The improvements in the storage interface, such as quadrupling of SATA bandwidth, isn’t the reason that SSDs are so much faster than HDDs. SSDs are faster because the latency or response time of the storage media improved by 1000x from a mechanical drive to an SSD.
The observable system performance, what the user can see and feel, is limited by a bottleneck. For the longest time that bottleneck has been the mechanical hard drive. Once that was removed the next bottleneck was the SATA-I interface. Now with SATA-III SSDs the bottleneck today might be some other part of the system, perhaps the GPU for graphics performance or the CPU or memory for processing performance, and in some cases, it might also be the storage system. If you are running storage intensive operations, then NVMe might be exactly what you need. But if the performance bottleneck is elsewhere, or if you don’t want to burden yourself with the higher power that comes with NVMe performance, then maybe NVMe is not what you are looking for right now.
The bottom line is that the incredible performance improvements realized by moving from mechanical storage to solid state are not going to be repeated by moving from SATA to NVMe. If the application doesn’t need the additional storage performance, then no benefit will be realized.
NVMe will become the de facto standard not because of the performance that it offers, but rather because of standardization and broad use. These transitions that are not performance driven can take a very long time to complete. Today traditional storage requires an ACHI (SATA) or SAS controller to connect mechanical hard disks to the PCIe bus, and NVMe is the solution that eliminates the bridge and instead makes the direct connection. But like many entrenched standards the SATA interface is well established, has multiple IP suppliers and is widely available with market based pricing.
A quick survey of SSDs indicates NVMe prices are coming in line for entry level SSDs, but the high-performance potential of NVMe comes at a price. Looking at a range of 512GB SSDs shows the SATA and NVMe M.2s to be about the same price, yet still more expensive than the 2.5”. The premium is due to the performance and headroom of the M.2.
NVMe drives come in three basic form factors, the Add-in card (AiC), the 2.5” (U.2) and the M.2. Since NVMe protocol runs on the PCIe physical layer, the connections will be nearly identical to PCIe. The AiC cards resemble standard expansions cards, the M.2 resembles mini-PCIe, and the 2.5” is meant to address the modularity requirements of storage systems. The AiC is high capacity and can be designed to support any number of PCIe lanes. These cards are generally for high IOPS applications, but you need to dedicate PCIe slots for the cards and they are not hot swappable. Below are a 4 lane and an 8 lane AiC from Intel.
A smaller version of this kind of implementation is the M.2 form factor, commonly measuring 22mm wide and a length of between 42mm and 110mm. The M.2 socket resembles that of an SO-DIMM for memory, so the card lays parallel to the main board. Of course, there are other socket orientations available, but the most common is the one used in laptop computers.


Within the records that follow, find every line containing the string "region". Copy those lines.
BEGIN AVAILABLE DATA
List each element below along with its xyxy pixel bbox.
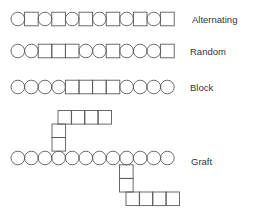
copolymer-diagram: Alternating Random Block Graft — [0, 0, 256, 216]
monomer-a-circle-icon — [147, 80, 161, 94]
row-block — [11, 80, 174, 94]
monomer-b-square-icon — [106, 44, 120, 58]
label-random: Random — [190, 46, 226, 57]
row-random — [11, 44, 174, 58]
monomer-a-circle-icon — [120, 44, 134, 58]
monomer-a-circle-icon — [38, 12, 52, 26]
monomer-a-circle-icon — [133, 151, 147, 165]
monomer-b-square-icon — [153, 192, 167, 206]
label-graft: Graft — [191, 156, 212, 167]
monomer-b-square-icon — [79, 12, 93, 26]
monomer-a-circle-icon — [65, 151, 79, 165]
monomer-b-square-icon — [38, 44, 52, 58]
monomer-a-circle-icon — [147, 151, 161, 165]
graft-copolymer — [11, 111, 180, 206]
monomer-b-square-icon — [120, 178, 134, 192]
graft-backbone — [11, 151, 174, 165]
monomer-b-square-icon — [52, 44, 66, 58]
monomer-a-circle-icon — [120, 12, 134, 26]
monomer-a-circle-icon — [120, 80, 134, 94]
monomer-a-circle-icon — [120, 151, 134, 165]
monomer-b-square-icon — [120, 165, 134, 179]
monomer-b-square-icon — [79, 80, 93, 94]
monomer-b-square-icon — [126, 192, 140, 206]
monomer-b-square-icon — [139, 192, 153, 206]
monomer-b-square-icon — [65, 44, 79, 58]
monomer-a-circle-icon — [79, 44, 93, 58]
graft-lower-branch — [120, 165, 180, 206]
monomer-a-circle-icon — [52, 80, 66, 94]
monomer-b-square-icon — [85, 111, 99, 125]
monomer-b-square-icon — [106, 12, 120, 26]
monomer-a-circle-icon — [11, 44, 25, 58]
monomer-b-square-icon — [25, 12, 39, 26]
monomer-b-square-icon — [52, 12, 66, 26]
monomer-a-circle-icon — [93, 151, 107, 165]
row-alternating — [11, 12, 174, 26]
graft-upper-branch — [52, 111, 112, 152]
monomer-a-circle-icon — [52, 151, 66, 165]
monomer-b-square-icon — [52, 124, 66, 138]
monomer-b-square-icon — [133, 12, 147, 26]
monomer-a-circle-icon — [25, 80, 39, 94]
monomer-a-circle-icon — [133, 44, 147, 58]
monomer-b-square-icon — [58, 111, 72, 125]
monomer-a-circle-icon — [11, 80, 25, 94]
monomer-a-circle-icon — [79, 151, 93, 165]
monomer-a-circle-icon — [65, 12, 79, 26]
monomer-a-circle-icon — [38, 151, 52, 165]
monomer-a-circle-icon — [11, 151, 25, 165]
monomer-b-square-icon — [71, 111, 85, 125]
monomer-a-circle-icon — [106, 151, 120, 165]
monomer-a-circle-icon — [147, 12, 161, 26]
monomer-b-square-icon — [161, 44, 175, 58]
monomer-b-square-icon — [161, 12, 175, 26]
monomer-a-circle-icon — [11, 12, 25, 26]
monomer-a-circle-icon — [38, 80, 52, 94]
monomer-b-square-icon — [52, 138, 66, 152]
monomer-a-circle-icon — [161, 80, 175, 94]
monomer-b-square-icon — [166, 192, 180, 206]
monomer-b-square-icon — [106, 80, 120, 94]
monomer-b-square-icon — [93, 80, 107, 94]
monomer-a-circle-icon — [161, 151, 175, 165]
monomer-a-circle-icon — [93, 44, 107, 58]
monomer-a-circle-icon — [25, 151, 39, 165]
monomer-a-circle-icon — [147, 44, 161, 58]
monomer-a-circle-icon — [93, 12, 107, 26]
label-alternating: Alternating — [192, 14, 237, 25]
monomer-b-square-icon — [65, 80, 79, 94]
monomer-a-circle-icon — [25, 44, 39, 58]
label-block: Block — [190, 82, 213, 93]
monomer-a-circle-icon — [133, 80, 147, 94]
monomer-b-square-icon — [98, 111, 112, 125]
END AVAILABLE DATA
BEGIN AVAILABLE DATA
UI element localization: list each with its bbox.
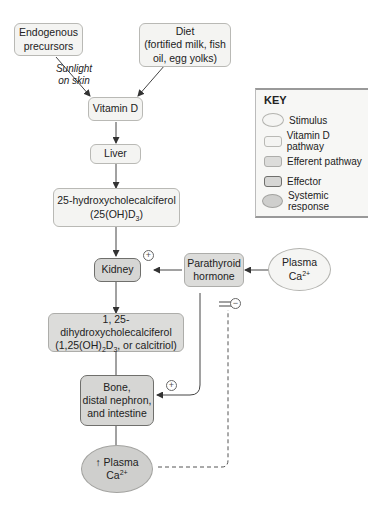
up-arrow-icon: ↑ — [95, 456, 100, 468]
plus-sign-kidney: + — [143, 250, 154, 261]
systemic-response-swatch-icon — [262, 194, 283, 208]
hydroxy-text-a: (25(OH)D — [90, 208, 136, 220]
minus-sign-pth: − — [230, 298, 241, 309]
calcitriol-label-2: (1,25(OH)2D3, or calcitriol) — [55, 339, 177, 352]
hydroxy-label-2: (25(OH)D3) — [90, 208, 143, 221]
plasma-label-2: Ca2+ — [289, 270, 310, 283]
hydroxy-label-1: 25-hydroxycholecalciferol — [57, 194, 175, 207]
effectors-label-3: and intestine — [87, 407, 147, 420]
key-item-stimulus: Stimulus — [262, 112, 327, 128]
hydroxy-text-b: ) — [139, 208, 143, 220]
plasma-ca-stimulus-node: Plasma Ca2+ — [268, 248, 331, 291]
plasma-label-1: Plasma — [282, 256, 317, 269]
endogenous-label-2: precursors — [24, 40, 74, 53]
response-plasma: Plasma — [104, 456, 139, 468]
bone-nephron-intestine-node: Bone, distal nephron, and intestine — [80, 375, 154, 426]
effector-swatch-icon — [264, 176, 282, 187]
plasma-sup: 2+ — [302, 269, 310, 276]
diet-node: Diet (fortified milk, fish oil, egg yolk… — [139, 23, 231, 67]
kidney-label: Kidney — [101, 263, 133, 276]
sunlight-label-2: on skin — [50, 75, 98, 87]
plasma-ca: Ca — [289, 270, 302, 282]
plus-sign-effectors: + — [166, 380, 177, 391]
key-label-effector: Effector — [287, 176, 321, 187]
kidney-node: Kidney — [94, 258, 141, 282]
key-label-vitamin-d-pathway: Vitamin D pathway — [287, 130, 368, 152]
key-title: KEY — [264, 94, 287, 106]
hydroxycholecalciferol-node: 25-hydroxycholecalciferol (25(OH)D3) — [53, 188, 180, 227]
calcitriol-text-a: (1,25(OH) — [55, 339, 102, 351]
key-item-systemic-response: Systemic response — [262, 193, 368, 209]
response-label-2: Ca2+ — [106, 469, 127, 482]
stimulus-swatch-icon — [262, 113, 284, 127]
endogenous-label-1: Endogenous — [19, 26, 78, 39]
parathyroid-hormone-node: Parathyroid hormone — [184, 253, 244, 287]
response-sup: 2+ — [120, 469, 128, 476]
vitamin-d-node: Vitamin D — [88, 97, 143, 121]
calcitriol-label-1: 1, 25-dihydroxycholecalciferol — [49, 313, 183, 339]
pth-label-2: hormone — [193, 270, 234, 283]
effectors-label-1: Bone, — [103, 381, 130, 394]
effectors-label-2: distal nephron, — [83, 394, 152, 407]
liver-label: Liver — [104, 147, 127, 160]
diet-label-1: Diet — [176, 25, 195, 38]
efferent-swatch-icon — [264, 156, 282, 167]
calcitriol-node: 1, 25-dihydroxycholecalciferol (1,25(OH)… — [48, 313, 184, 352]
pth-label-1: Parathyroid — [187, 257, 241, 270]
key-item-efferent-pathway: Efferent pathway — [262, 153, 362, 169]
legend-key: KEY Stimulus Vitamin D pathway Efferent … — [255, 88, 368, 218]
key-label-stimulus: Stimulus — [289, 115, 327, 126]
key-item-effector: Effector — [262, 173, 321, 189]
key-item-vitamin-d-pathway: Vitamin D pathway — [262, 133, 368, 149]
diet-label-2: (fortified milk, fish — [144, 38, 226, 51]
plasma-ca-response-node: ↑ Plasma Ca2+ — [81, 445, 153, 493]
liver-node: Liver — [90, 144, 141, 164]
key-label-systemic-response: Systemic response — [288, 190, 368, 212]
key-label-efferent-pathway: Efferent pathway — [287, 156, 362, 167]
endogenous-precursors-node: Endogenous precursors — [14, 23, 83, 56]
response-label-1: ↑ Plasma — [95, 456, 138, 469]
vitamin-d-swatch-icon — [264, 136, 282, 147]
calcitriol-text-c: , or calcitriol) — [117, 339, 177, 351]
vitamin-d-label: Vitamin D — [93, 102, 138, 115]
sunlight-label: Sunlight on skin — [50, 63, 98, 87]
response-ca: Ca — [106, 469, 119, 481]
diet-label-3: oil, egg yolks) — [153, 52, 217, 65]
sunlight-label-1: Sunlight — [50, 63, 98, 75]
END AVAILABLE DATA
BEGIN AVAILABLE DATA
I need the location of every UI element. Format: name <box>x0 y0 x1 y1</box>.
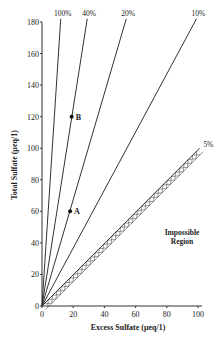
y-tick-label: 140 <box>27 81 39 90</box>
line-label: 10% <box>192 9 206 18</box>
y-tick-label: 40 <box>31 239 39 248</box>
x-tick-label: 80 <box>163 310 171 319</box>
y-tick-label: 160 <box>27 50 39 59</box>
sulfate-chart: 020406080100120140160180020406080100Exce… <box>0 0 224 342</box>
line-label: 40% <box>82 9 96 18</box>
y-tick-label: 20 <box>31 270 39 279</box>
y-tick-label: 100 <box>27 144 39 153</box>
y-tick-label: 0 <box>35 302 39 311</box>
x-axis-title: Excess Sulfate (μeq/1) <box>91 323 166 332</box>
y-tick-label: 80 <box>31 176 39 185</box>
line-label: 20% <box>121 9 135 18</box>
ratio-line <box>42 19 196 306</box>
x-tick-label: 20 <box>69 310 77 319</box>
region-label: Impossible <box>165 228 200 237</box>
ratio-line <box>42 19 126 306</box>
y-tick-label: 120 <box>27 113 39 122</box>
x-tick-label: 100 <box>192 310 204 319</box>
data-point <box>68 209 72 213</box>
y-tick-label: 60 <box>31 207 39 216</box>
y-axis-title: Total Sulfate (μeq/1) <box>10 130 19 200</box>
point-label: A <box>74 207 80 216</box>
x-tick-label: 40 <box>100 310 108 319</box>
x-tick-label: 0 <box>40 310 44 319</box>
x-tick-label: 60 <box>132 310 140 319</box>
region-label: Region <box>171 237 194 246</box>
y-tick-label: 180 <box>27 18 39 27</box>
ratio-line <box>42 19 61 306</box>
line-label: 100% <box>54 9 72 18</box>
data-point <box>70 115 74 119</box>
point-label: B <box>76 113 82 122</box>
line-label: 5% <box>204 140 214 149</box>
END AVAILABLE DATA
● SOLUTION FOR THIS PROBLEM:
region-label: Impossible <box>165 228 200 237</box>
region-label: Region <box>171 237 194 246</box>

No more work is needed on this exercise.